The Yellowjackets FX Team Shares The Recipe For That Delicious Wilderness Luau
This post contains spoilers for the second episode of "Yellowjackets" season 2.
Jackie (Ella Purnell) is toast. Actually, perhaps it would be more accurate to say that she's roast. The resident mean girl of "Yellowjackets" froze to death at the end of the hit Showtime series' first season, but it took two more episodes for her teammates to give in to the fact that her body is technically edible and they are very, very hungry. The group finally caved in the latest episode after a funeral pyre burial for Jackie had an unintended side effect: a really tasty smoked meat smell.

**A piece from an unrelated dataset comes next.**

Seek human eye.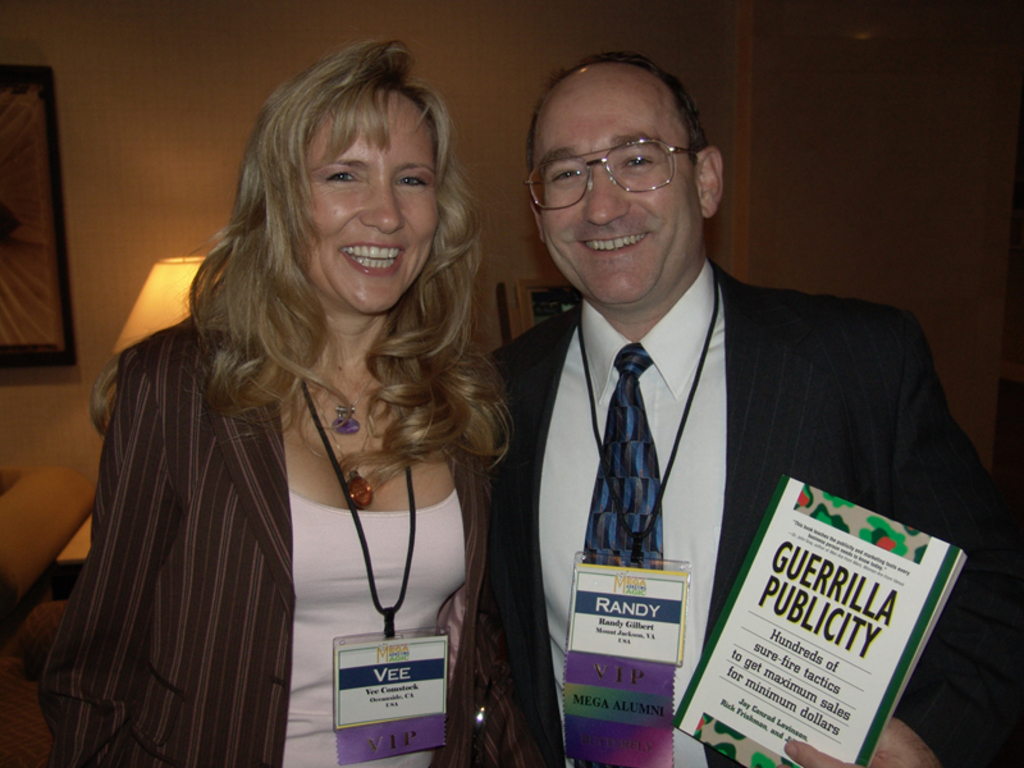
bbox=(620, 147, 664, 178).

When cannibalism finally came to "Yellowjackets," the camera didn't shy away from the gory details but instead got up close and personal on the girls (and Travis) as they ripped chunks of Jackie's flesh off her by then-unrecognizable body, while cross-edited scenes show the group indulging in a Dionysian feast. It's a complicated scene, and the show's effects team told IndieWire that the feast required several prop versions of Jackie — including one inspired by a luau.
According to SFX makeup supervisor Todd Masters and makeup special effects coordinator Lordi Sandness, the show's team built multiple versions of a Jackie dummy for scenes involving her dead body, all of them based upon scans of Ella Purnell's final expression from season 1. First, there was the more expensive "hero dummy," which featured human hair and a silicone and fiberglass body. Though this was the most realistic Jackie, it wasn't exactly fireproof, so the team also constructed a version that could endure being engulfed in flames after the survivors push Shauna (Sophie Nélisse) to finally let go of her friend with a public cremation and memorial.

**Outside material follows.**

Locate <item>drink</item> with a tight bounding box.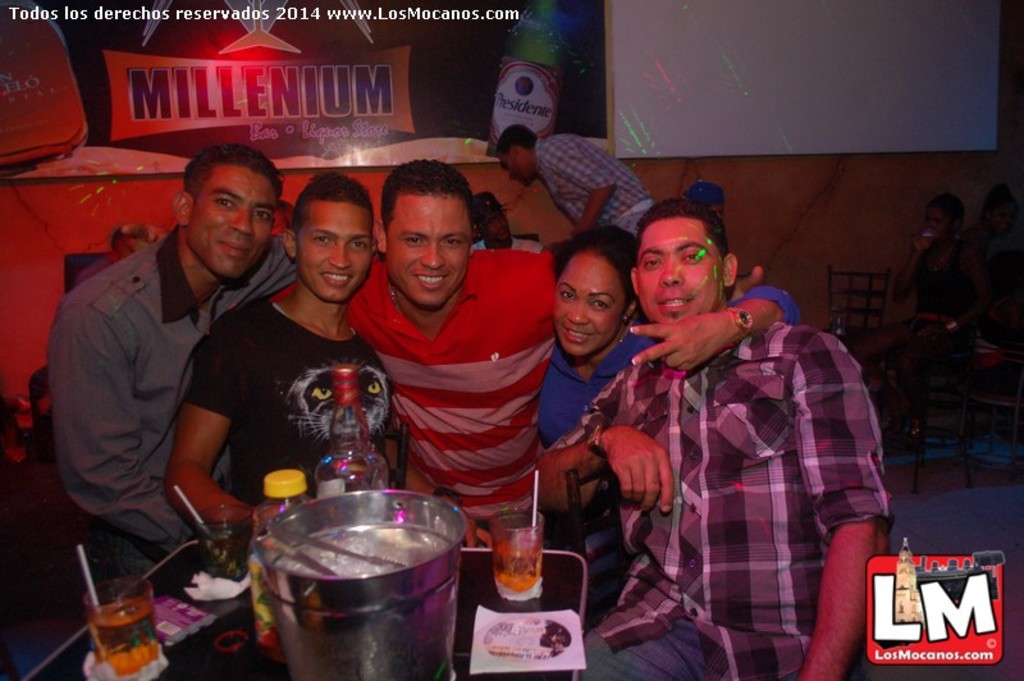
192,527,255,576.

'We wanted this to look succulent, juicy, and appealing'
The flame-resistant Jackie dummy was dubbed "Burn Log Jackie, because we designed it like a burn log, you know," Sandness told IndieWire, referencing those durable manufactured logs you can buy at the grocery story. This version of the corpse was made out of plaster and cement, according to the effects coordinator, "but we never actually torched her." Instead, the version of Jackie we see in the funeral scene is actually the expensive hero dummy. Once the flames have fizzled out, though, audiences had to see an entirely different version of Jackie: one that was edible.
The edible corpse prop was nicknamed Luau Jackie, or Jackfruit Jackie, after her main ingredient and the Hawaiian barbecue tradition she called to mind. "We called her Luau Jackie because we wanted that texture of a fresh-out-of-the-fire-spit pig," Masters shared. Fans have long-since wondered how the show would present the cannibalism that's been promised since its early days, and the team wanted to make Jackie look more scrumptious than off-putting.

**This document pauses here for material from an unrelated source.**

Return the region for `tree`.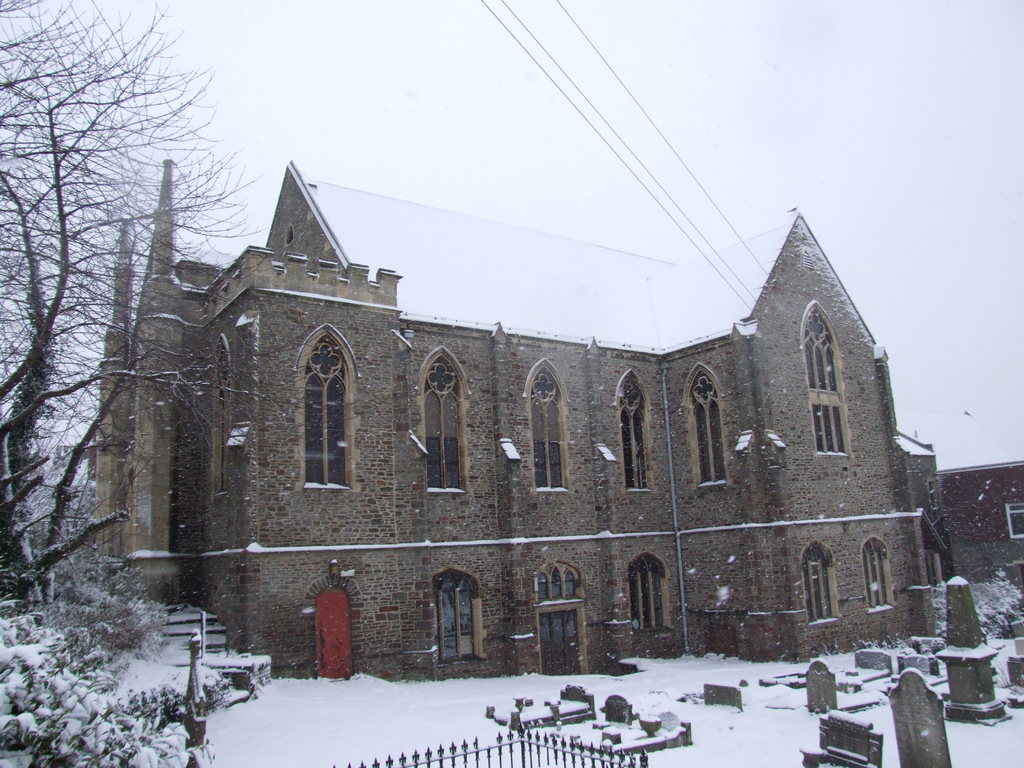
15 51 208 677.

"We didn't want [the corpse] to look like the aftermath of a burn victim, to look overly human, because that's gross," Masters explained. "We wanted this to look succulent, juicy, and appealing."
Jackfruit Jackie was entirely vegetarian
The edible Jackie was achieved with a silicone framework that included pockets from which actors could pull a mix of jackfruit and air-fried rice paper — a vegetarian-friendly alternative to real meat that still kept the human flesh look. As Sandness says, that's how Jackfruit Jackie got her name. "We needed to make something simple and without too much flavor," she told IndieWire. "And we discovered jackfruit was one of the easiest things that looked like meat."
The end result, achieved in part by a lead artist from Hawaii who was very familiar with luaus, was a product that Sandness says "looked just like pulled pork" when ripped apart. According to co-showrunner Jonathan Lisco, elaborating in an interview with Vulture, the "Jackie-fruit" recipe consisted of "jackfruit, paprika, maple syrup, some smoke flavors, salt, and pepper."
Productions have come a long way from the early practical effects days, when, as Masters pointed out, films like "Dawn of the Dead" would use real animal meat and organs that were messy and difficult to work with for any length of time (not to mention, I imagine, potentially unsanitary). They may have gone vegetarian, but the "Yellowjackets" team made Jackfruit Jackie and her dummy counterparts in the tradition of great horror movies, using creative, complex practical effects to create an all-too-realistic gross-out moment. Now I just want to know if they also piped in a real barbecue smell to get the cast in the right mindset.
"Yellowjackets" episodes premiere in the Showtime app on Fridays and on Showtime on Sundays at 9/8c.